February 10, 2011

Whither weather? Ask a book

by


“An Israeli researcher says a source for studying the Earth’s pollution history has been discovered in books — not what is written there, but the paper itself,” according to a report from the UPI.

Environmental science Professor Dan Yakir, a scientist at the Weizmann Institute, has found that “the paper in library collections of old books and newspapers contains a record of atmospheric conditions at the time the trees that went into making the paper were growing.” What’s more, Yakir says “he has traced the effects of atmospheric pollution from burning fossil fuel going back to the beginnings of the Industrial Revolution.”

Ice cores or tree rings have long been what scientist looked at for atmospheric information. But, according to Professor Yakir,  a reliable tree ring history requires an analysis of quite a few trees.”Rather than going to forests all over the world to sample trees,” he says, “we went to the local library.”

In the archives of the Weizmann Institute’s library, Yakir found issues of the scientific journals Science, Nature and the Journal of the Royal Chemical Society dating back to the late 19th century.
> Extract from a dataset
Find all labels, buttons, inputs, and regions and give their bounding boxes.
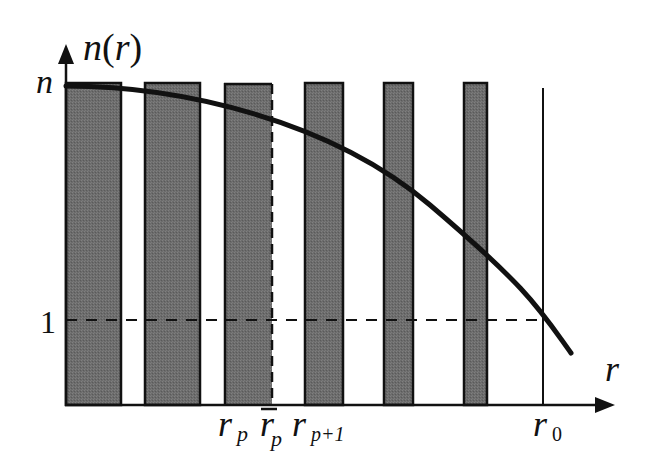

They were very revealing, Yakir says: “Small samples from the margins of successive volumes were analyzed for the proportion of two carbon isotopes that showed levels of CO2 added to the atmosphere from burning fossil fuel. The levels in the paper were a good match for existing atmospheric records and even revealed some local phenomena, including differences between American and European records.”

Valerie Merians is the co-founder and co-publisher of Melville House.